Slaughter-House Cases

From Conservapedia

In the Slaughter-House Cases (1873), the U.S. Supreme Court rejected an argument that the Privileges and Immunities Clause protected individual rights against encroachment by states.

Specifically, the legislature of Louisiana conferred a special monopoly to a slaughterhouse, and butchers in New Orleans complained. But the Supreme Court essentially rendered the Privileges and Immunities Clause ineffective against state laws except in the rarest of circumstances.

Citizenship[edit]

The Slaughter-house cases are generally dis-favored among many legal scholars for numerous reason. One problematic component of the court's opinion resides in the treatment of citizenship.

Citizenship of a state is all but abolished. In the ruling:

A citizen of a State is now only a citizen of the United States residing in that State. The fundamental rights, privileges, and immunities which belong to him as a free man and a free citizen now belong to him as a citizen of the United States, and are not dependent upon his citizenship of any State.

The court continued:

The question is now settled by the fourteenth amendment itself, that citizenship of the United States is the primary citizenship in this country, and that State citizenship is secondary and derivative, depending upon citizenship of the United States and the citizen's place of residence.

The dilemma here is that the debate notes of the 14th Amendment are not a debate of how the states get to be abolished and the nation becomes one gigantic mass. Moreover, it puts the states below the Federal government, when it was the states who created the Federal government. The text of the 14th Amendment makes this clear in its opening:

All persons born or naturalized in the United States, and subject to the jurisdiction thereof, are citizens of the United States and of the State wherein they reside.

The court treated this clause more as if it contained the word "or", when it clearly says "and".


### WHAT TO DO:
Below is a listing. Gather each line of it that contains "pixels".

### RECORDS FOR THE EXERCISE:
========================
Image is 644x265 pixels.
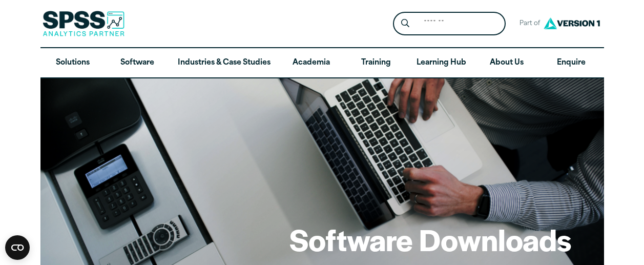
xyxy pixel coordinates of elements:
========================
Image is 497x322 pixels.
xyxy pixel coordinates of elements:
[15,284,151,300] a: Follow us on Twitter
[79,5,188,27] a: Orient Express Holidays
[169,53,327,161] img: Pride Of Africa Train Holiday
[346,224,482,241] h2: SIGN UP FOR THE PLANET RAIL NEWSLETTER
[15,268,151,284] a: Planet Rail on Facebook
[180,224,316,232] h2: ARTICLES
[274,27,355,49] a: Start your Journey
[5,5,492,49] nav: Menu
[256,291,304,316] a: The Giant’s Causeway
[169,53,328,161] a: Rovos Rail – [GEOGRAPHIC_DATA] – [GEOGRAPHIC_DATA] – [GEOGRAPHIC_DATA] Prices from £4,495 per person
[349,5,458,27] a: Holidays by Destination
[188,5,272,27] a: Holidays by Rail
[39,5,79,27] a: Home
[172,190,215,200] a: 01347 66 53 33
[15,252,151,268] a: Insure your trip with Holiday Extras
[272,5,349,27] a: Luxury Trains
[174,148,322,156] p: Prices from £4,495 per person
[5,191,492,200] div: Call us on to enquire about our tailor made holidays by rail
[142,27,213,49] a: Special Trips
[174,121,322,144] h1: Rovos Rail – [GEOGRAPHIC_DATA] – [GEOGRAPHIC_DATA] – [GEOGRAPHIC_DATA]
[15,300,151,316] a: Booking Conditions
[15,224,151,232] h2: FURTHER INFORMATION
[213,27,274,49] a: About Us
========================
### TASK ANSWER:
Image is 644x265 pixels.
Image is 497x322 pixels.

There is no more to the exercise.